I just can't implement it at the moment, because a two year-long, and counting, search hasn't found me anything that we could work with. I have 2 universities I could move to without moving house, and 4 jobs have come up that I could apply for (3 at one of them, 1 at my current university). I've applied for them, been interviewed for 3, haven't got them. Maybe I need to work on my interview technique instead. I haven't seriously been looking in London/SE as I didn't realise how impossible it would be to get a job locally, but I have been casually looking, and nothing has come up that looks like I could do my research at the institution (lots of non-research-intensive institutions seem to be looking).

And I can't stay in my current job, as it is at the moment, for years without having a classic nervous breakdown.

I do know a few families that commute weekly, and honestly, it sounds miserable. I am not sure I'm prepared to take the risk of being more miserable, though of course it might come to it if nothing else comes up.

I did originally ask what I could do instead of academia, though I'm grateful for the advice on how to stop academia doing my head in, and why I'm daft to stay where I am, and how I should become a stronger person and stop it doing my head in - I have heard all these arguments before and I have been trying to implement them.

ancientbuchanan, I get you now - that does sound like something I could think of doing - because there is some element of research (how have other people driven up breastfeeding/down pothole rates) and implementation (how do we could do it here). Definitely something to look into, thanks. DH has explained a bit more about his central government work and it's actually similar in some ways and in the right field (i.e. not his field, nothing personal but not me!) could also be interesting.

OP posts:
Report
UnexpectedItemInShaggingArea · 30/11/2013 21:42

It's a fact in many organisations, not just universities that people who have been there a long time get pigeon-holed into a particular role/level, even if there actual performance exceeds that. You have to be really proactive and upfront to counter that.
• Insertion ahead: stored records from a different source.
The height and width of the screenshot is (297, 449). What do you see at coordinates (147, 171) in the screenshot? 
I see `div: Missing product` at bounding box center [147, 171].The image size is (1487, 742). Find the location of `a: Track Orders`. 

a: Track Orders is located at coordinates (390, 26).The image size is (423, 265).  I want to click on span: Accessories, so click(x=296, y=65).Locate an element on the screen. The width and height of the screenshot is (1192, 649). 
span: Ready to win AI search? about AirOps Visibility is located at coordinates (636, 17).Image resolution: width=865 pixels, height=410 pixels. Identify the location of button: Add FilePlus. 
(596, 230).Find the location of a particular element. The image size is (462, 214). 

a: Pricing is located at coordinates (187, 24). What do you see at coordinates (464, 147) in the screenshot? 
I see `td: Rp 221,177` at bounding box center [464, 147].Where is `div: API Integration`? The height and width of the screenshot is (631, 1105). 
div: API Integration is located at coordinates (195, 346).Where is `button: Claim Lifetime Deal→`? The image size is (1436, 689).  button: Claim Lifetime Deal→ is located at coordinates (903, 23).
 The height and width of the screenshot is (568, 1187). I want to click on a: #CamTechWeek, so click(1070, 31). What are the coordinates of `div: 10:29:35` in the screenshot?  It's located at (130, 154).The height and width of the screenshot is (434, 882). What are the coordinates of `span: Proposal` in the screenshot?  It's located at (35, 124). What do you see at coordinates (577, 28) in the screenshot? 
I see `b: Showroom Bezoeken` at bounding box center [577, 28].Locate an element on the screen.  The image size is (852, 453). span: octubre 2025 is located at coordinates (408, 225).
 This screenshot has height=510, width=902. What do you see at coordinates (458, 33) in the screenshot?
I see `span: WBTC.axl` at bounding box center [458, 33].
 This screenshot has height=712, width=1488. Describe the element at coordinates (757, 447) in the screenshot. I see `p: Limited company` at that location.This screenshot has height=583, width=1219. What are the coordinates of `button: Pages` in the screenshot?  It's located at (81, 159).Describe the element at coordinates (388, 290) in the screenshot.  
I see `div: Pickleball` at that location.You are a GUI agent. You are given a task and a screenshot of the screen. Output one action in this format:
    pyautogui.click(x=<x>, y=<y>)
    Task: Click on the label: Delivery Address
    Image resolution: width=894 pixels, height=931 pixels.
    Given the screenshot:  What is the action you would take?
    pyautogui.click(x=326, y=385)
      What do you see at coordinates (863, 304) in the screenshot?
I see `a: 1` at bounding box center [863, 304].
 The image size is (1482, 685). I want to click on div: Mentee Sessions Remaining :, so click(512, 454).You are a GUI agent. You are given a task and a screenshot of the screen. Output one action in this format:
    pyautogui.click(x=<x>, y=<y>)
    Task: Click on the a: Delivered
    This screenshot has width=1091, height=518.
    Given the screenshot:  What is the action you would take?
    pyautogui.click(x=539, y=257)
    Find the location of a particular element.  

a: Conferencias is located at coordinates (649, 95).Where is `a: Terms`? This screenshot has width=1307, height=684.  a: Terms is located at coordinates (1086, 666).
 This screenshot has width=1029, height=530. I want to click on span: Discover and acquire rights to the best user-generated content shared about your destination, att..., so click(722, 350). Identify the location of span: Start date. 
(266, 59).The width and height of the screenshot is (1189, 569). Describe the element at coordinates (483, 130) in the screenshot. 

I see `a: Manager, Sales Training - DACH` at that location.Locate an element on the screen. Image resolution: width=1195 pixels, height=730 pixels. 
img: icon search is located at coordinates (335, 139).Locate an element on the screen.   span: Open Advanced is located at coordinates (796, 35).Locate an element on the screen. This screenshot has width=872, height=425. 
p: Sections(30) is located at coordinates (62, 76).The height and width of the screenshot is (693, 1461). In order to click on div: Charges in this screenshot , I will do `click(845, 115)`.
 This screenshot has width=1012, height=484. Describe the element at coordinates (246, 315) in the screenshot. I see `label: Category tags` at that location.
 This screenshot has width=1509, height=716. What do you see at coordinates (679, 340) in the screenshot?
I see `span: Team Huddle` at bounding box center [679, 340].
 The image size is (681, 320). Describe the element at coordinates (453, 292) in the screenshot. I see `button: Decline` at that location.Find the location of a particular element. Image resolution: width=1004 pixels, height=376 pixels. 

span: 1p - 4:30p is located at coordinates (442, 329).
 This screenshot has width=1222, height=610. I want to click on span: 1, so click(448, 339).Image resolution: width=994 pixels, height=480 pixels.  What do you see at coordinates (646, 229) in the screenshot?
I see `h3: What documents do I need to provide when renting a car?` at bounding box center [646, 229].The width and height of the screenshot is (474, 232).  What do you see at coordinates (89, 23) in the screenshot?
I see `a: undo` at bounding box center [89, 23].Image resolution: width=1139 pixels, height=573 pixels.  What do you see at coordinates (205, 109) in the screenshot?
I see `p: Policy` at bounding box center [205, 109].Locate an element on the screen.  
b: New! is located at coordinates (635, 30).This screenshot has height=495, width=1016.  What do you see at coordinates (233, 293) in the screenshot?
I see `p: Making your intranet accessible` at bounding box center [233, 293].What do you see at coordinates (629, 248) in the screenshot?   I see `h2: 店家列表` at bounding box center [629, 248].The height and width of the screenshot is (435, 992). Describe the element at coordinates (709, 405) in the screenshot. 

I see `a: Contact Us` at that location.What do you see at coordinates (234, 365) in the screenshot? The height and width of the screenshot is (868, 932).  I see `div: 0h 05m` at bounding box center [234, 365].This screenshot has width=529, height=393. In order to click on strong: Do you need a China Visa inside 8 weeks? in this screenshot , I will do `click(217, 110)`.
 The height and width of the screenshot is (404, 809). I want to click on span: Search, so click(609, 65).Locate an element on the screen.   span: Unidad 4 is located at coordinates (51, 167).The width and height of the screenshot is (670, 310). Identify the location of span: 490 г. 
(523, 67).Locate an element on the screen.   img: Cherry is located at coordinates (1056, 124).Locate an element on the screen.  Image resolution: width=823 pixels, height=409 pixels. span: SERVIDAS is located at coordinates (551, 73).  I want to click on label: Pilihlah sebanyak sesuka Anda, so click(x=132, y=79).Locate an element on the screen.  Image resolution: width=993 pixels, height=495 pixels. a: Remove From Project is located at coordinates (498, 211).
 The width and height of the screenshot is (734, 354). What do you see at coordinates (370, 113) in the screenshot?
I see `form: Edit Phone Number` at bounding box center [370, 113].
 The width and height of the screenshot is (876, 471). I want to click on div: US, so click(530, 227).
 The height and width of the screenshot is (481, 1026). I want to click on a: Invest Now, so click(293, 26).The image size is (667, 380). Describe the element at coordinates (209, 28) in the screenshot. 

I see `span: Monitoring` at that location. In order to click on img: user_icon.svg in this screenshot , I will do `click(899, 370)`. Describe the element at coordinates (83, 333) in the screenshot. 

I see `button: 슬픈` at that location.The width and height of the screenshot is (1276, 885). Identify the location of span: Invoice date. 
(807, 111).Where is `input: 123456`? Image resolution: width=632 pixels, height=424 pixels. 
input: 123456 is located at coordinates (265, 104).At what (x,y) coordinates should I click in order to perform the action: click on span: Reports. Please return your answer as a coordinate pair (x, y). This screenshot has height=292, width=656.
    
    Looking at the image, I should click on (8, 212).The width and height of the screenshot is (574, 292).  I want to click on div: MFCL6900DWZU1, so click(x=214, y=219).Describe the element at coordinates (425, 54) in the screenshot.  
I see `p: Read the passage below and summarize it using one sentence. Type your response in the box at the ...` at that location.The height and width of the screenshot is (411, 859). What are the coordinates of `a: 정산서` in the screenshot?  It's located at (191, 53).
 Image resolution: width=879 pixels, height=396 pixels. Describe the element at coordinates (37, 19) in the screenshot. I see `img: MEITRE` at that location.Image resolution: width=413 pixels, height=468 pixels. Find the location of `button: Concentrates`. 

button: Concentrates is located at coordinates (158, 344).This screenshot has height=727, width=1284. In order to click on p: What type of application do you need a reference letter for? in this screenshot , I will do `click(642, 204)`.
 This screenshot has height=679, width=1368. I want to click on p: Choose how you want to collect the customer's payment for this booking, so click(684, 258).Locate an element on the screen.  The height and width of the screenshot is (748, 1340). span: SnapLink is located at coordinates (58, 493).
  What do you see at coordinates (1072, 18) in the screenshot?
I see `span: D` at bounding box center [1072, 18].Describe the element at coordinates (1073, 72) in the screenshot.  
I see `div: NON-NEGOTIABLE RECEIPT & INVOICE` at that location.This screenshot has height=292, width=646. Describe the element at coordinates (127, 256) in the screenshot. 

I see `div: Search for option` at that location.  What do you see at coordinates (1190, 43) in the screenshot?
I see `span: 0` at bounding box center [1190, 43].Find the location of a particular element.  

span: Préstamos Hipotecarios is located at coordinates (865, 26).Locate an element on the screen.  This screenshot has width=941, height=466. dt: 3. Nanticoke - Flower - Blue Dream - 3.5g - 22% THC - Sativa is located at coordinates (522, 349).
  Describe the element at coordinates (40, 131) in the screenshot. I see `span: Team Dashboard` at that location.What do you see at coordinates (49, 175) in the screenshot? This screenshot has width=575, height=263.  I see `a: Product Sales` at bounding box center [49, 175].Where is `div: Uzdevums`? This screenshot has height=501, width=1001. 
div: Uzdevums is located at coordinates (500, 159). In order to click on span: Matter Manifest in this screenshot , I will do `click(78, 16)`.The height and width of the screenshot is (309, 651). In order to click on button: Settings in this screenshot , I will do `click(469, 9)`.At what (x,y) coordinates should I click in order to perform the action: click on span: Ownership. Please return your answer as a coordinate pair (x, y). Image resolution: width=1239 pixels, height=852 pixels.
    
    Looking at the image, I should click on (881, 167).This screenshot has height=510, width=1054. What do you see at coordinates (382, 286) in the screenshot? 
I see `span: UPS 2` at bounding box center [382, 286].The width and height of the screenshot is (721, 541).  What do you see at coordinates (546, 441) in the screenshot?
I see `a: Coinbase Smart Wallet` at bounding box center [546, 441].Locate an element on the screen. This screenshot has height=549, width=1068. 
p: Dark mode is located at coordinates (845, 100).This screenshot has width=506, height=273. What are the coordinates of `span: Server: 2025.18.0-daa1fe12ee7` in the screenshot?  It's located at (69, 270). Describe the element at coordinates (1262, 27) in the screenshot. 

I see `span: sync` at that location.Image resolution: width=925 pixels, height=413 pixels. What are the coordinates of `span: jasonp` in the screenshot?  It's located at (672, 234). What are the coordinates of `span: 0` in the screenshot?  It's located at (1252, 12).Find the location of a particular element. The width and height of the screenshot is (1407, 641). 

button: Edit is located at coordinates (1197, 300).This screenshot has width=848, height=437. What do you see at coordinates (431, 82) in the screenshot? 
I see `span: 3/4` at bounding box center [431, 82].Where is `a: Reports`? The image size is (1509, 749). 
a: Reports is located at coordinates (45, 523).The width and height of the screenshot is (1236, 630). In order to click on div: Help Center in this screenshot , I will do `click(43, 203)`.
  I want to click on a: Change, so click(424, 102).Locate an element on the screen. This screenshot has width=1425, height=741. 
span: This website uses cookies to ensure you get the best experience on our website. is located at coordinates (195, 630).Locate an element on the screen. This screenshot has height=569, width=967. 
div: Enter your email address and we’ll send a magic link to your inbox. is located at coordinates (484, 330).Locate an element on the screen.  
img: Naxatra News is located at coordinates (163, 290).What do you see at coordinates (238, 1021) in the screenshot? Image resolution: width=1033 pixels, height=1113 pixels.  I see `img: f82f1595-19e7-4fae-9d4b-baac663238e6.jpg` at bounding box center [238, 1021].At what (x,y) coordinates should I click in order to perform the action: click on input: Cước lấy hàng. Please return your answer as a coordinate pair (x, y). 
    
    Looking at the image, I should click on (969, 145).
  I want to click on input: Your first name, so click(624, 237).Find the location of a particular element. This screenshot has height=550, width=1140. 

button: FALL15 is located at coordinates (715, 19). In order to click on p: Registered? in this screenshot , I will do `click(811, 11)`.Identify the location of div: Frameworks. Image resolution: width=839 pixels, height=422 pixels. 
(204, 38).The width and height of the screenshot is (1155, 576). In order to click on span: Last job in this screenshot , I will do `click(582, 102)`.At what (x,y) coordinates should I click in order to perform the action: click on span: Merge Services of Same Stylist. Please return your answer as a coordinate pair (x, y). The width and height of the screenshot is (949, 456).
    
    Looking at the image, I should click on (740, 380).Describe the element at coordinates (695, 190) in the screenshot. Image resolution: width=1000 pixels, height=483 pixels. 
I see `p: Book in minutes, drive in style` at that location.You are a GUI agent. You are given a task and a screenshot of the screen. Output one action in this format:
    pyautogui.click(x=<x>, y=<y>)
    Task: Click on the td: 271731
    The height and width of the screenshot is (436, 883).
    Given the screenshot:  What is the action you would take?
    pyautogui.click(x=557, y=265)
You've had some good advice on this thread I think.

Report
chemenger · 01/12/2013 09:03

It is obvious that your institution and by the sounds of it others are very different from mine, so my previous message came across as critical when it was meant to be advice. Where I am it has been very unusual, historically, to recruit to SL or Reader posts, the normal route to those levels is by internal promotion and most people make SL after 5 - 8 years in post at the most, if they play by the rules. Threats to leave for promotion are usually met by someone holding the door open. It sounds as though your only choice is to move, really.

Report
Tottyandmarchpane · 05/12/2013 01:06

What about academic publishing on a programme in your field? Nature (for example) or HSS publishers depending on your field have plenty of editors with your background. Usually pretty flexible jobs as well.

Report
SophiaMan · 16/12/2013 23:43

Hi, I am a postdoc, not actually an academia, but I can indeed feel your dilemma here, since some of my friends experience exactly the same thing as what u have gone through. My advice would be to transfer to another university, getting promoted and then transfer back to your current city. I know it is not easy and might take lots of effort to do that, but that's possibly the quickest and most efficient route to get promoted. My current supervisor did exactly the same thing and jumped from a senior lecturer to professor in 3 years time.

Report
Please create an account

To comment on this thread you need to create a Mumsnet account.